Huawei plans to squeeze more performance from its 7nm Kirin chips-not by moving to a newer fabrication process, but by adopting advanced 3D packaging. According to Chinese sources, the next Kirin lineup will use 3D stacking and hybrid bonding technology, where multiple chip dies are layered vertically and connected through a dense grid of vertical interconnects. For smartphones, this is one of the few practical ways to improve speed and energy efficiency when newer lithography nodes remain out of reach.

Traditionally, key chip components like the CPU, GPU, NPU, and memory are placed side-by-side on a single plane. With 3D stacking, these blocks are arranged in layers on top of each other. This setup shortens data travel distances, reduces latency, cuts power consumption, and boosts bandwidth. The benefits are especially clear in workloads demanding rapid data exchange between compute units-like AI inference and photo or video processing.

For Huawei, this approach is less an experimental leap and more a workaround. US sanctions have restricted the company and its foundry partner SMIC from accessing EUV lithography tools, stalling any push toward 5nm or smaller nodes. Instead, Huawei is fine-tuning the existing 7nm process through architectural tweaks, packaging innovations, and power optimizations. The comeback of the 7nm Kirin 9000s in the Mate 60 Pro last year already demonstrated this strategy.

Huawei isn’t alone in betting on advanced packaging. Industry leaders like TSMC have been developing similar 3D solutions-CoWoS and SoIC-for years. Intel’s Foveros technology and AMD’s multi-die designs in EPYC CPUs and Instinct accelerators follow the same concept. Market analyst Yole Group estimates the advanced packaging market will grow at double-digit rates, exceeding $80 billion by 2030. The reasoning is straightforward: transistor scaling is getting prohibitively expensive, so assembling chips from multiple specialized dies often saves time and money.

Rumors suggest Huawei’s mobile rivals are exploring similar technology. Samsung is reportedly experimenting with more aggressive separation of compute blocks and memory in future Exynos chips, while Apple is believed to be developing even more complex multi-die packaging for upcoming mobile SoCs. The key difference: for Apple and Samsung, this tech mostly adds performance headroom; for Huawei, it’s a chance to narrow the gap created by manufacturing restrictions.

The real challenge is how far Huawei can push this. 3D packaging complicates heat dissipation, demands precise interconnects, and generally increases costs. If Huawei manages to launch mass-produced smartphone SoCs with 3D stacked dies by 2026, it will be one of the clearest examples of the industry seeking performance gains not through smaller process nodes, but through layered chip assembly.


PROBLEM REQUIREMENTS - The required result is an exact copy of the lines from the one containing "This screenshot has width=1117, height=849." to the last line of the records, both ends included, without pictures.

Collected data -
----

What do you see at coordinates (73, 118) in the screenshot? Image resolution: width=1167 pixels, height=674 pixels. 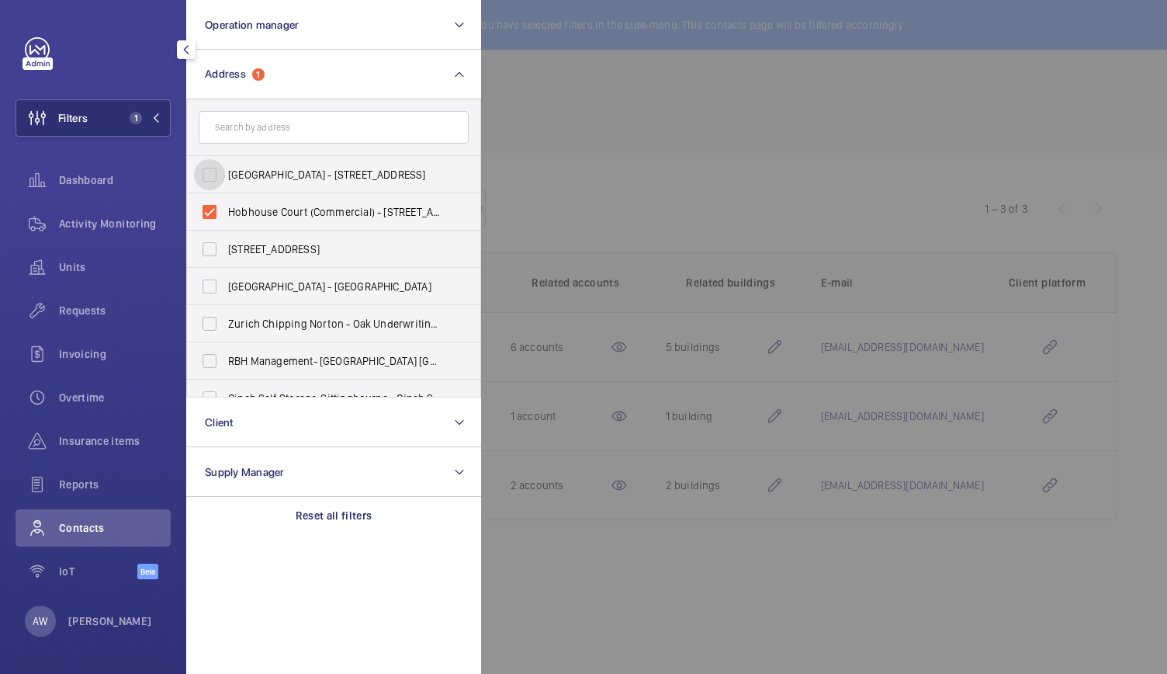 I see `span: Filters` at bounding box center [73, 118].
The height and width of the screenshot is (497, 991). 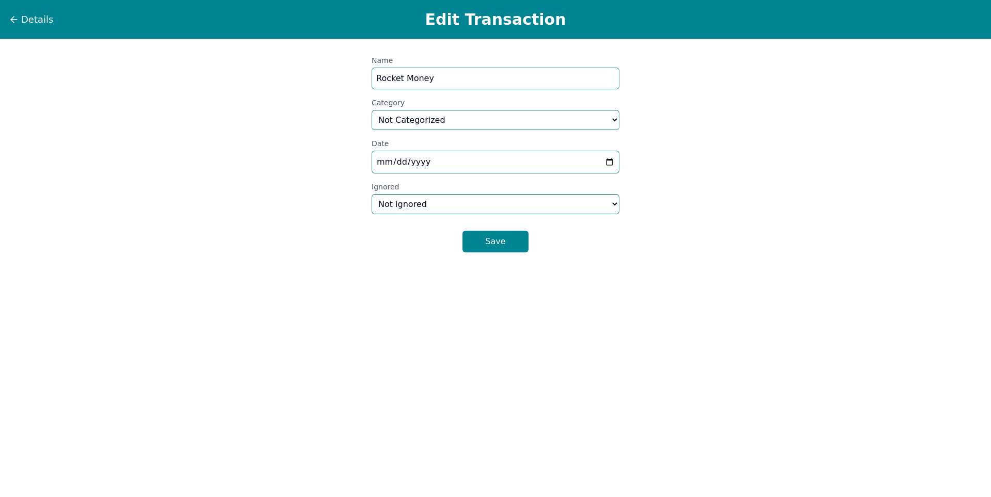 I want to click on span: Details, so click(x=37, y=20).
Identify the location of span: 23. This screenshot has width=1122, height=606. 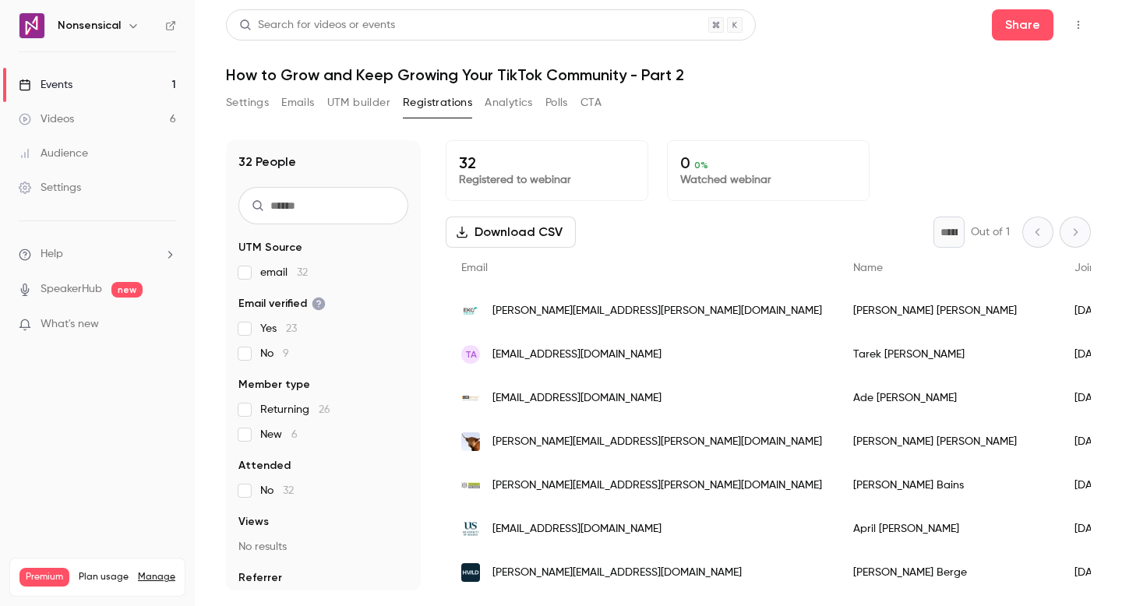
(291, 329).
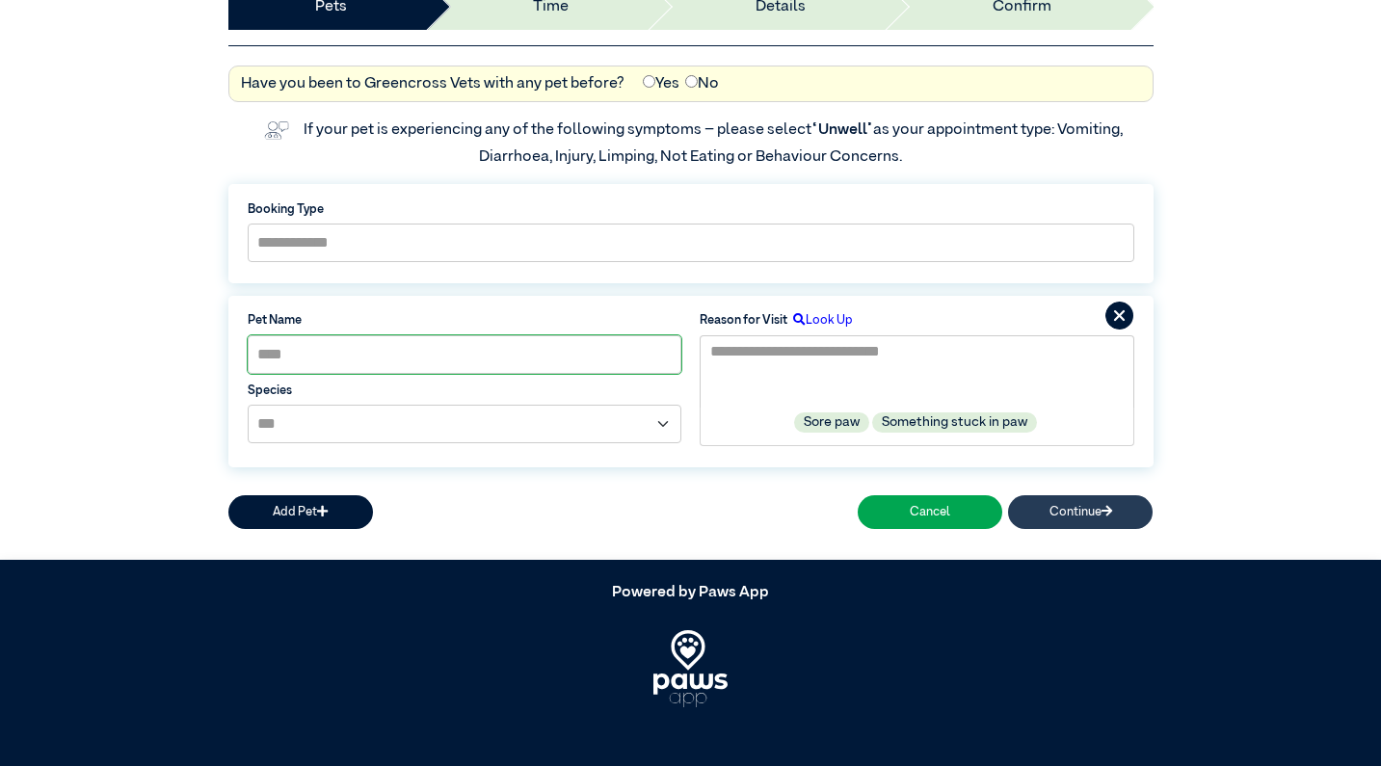 The image size is (1381, 766). What do you see at coordinates (820, 320) in the screenshot?
I see `label: Look Up` at bounding box center [820, 320].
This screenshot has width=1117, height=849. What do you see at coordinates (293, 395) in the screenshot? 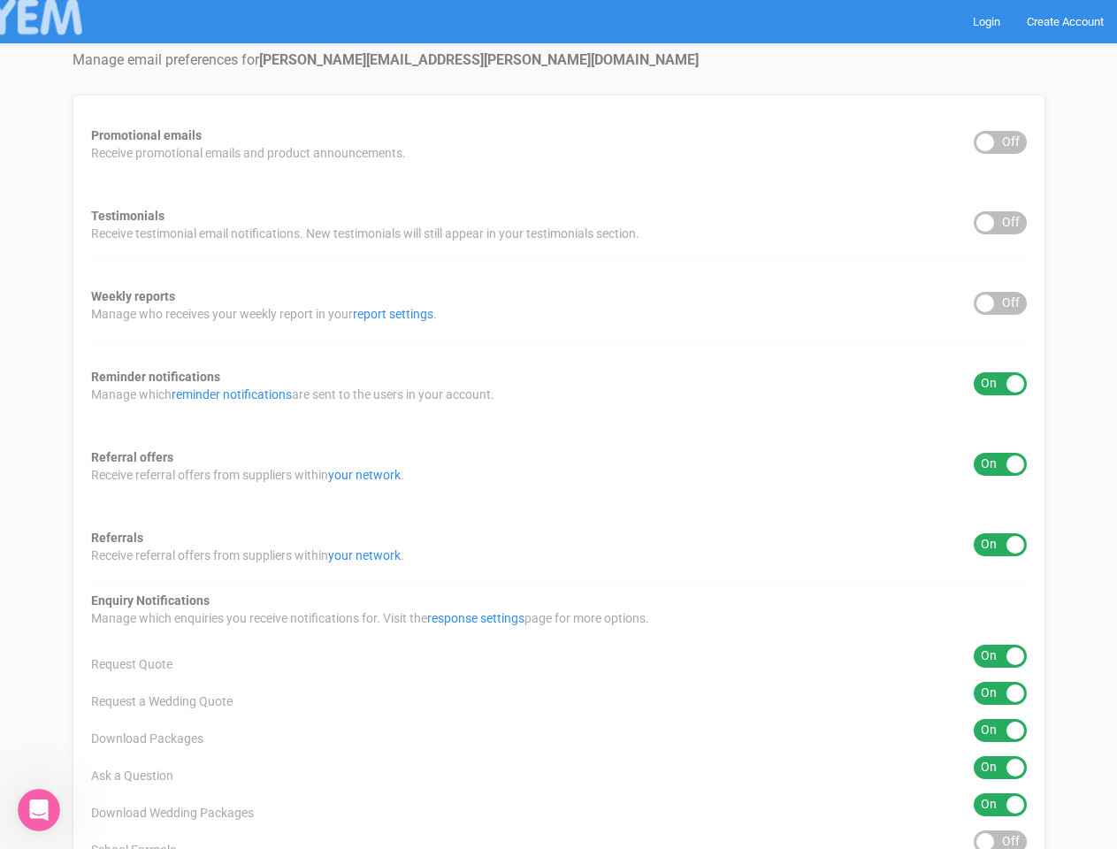
I see `span: Manage which are sent to the users in your account.` at bounding box center [293, 395].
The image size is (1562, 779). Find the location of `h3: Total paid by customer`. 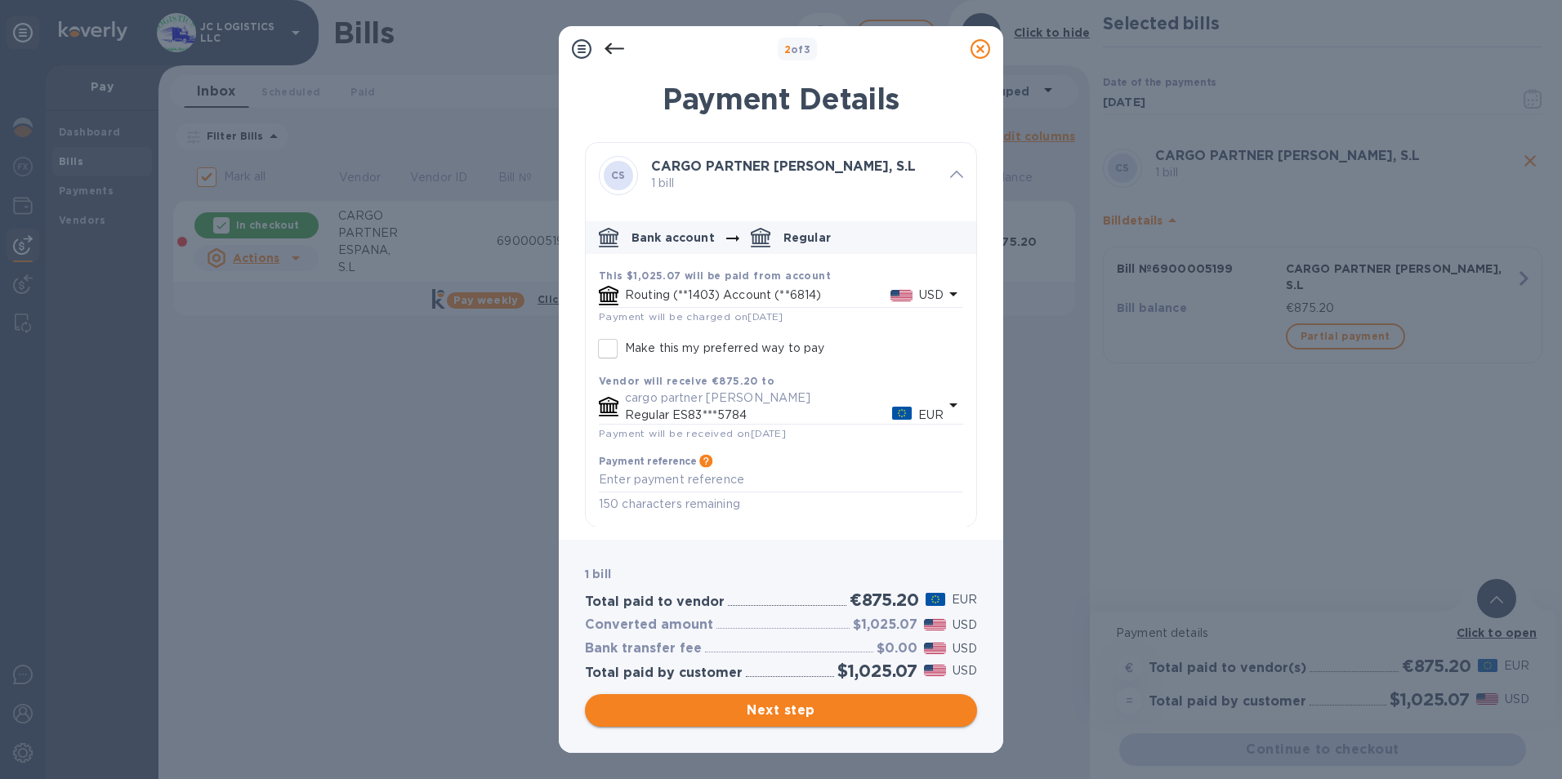

h3: Total paid by customer is located at coordinates (663, 673).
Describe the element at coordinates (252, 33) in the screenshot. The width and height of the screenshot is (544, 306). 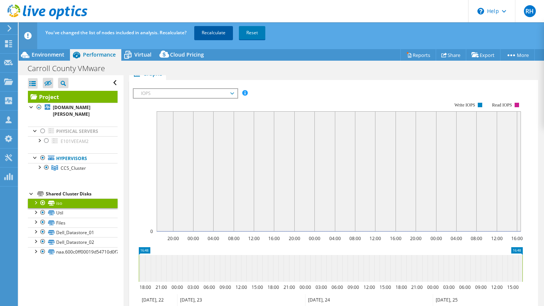
I see `a: Reset` at that location.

----

SOLUTION FOR THIS PROBLEM -
This screenshot has width=1117, height=849. What do you see at coordinates (293, 395) in the screenshot? 
I see `span: Manage which are sent to the users in your account.` at bounding box center [293, 395].
The image size is (1562, 779). Find the location of `h3: Total paid by customer`. 

h3: Total paid by customer is located at coordinates (663, 673).
Describe the element at coordinates (252, 33) in the screenshot. The width and height of the screenshot is (544, 306). 
I see `a: Reset` at that location.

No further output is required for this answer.